Direct vs inverse proportion: Direct proportion: y/x = k (constant). As x increases, y increases proportionally. Example: cost is directly proportional to quantity — 3 items for $15, 7 items for $35 (15/3 = 35/7 = $5 each). Inverse proportion: xy = k (constant). As x increases, y decreases. Example: time to finish a job is inversely proportional to workers (4 workers for 6 days = 6 workers for 4 days; 4×6 = 6×4 = 24 worker-days).
The four terms: In a proportion a:b = c:d, a and d are the "extremes," b and c are the "means." The product of the means equals the product of the extremes: b×c = a×d. This is cross-multiplication stated algebraically.
Solving Proportion Problems — Step by Step
Example 1 (scaling): A map has a scale of 1 cm = 25 km. If two cities are 7 cm apart on the map, what is the actual distance? Set up: 1/25 = 7/x. Cross-multiply: 1×x = 25×7 = 175. x = 175 km.
Example 2 (recipe scaling): A recipe uses 3 cups of flour for 18 cookies. How many cups for 30 cookies?

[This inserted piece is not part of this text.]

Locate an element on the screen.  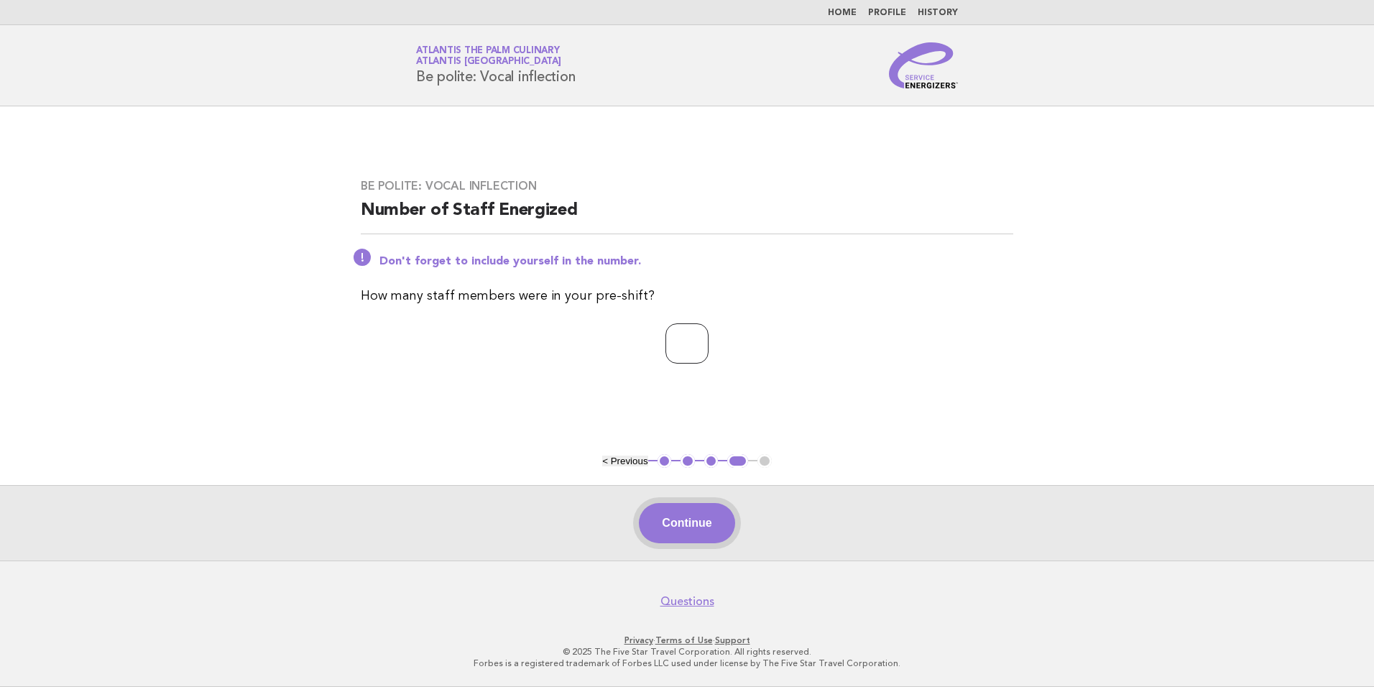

Set up: 3/18 = x/30. Cross-multiply: 18x = 90. x = 5 cups.
Example 3 (percent): What is 40% of 80? Write as proportion: 40/100 = x/80. Cross-multiply: 100x = 3200. x = 32.
Example 4 (similar triangles): Triangle ABC has sides 6, 8, 10. Triangle DEF is similar with side DE = 9. Find EF. Set up: 6/9 = 8/EF. Cross-multiply: 6×EF = 72. EF = 12.

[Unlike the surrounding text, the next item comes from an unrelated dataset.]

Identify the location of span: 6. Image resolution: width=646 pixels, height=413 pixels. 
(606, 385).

Real-World Uses of Ratios and Proportions
Ratio uses: Concrete mix (cement:sand:gravel = 1:2:3). Aspect ratio of screens (16:9 widescreen). Financial ratios (P/E ratio, debt-to-equity). Cooking (2:1 butter to sugar). Photography (f-stop ratios). Medication dosing (mg per kg body weight). Map scales.
Proportion uses: Scaling architectural plans. Currency conversion (1 USD = ? EUR at today's rate). Shadow and flagpole problems in geometry. Population sampling (survey 500 people, extrapolate to 5,000,000). Pharmaceutical dosing by weight. Engineering stress and load calculations.
Key insight: Every proportion contains a ratio — proportions are equations built from ratios. The ratio gives you the relationship; the proportion lets you apply that relationship to find unknowns. Ratios describe; proportions solve.
Verdict
A ratio is a comparison (3:4). A proportion is an equation (3/4 = 6/8). Use ratios to describe relationships; use proportions to solve for unknown values when two quantities vary proportionally.
- ✓Every proportion contains two ratios — proportions are built from ratios.
- ✓A ratio is simplified using GCD; a proportion is solved using cross-multiplication.
- ✓To check if two ratios are equal, set them as a proportion and verify the cross-products are equal.
- ✓Proportions can only be used when the relationship is linear (direct or inverse) — not for exponential or other nonlinear relationships.
- ✓Proportion problems appear in unit conversion, scaling, similar figures, percent calculations, and many science/engineering problems.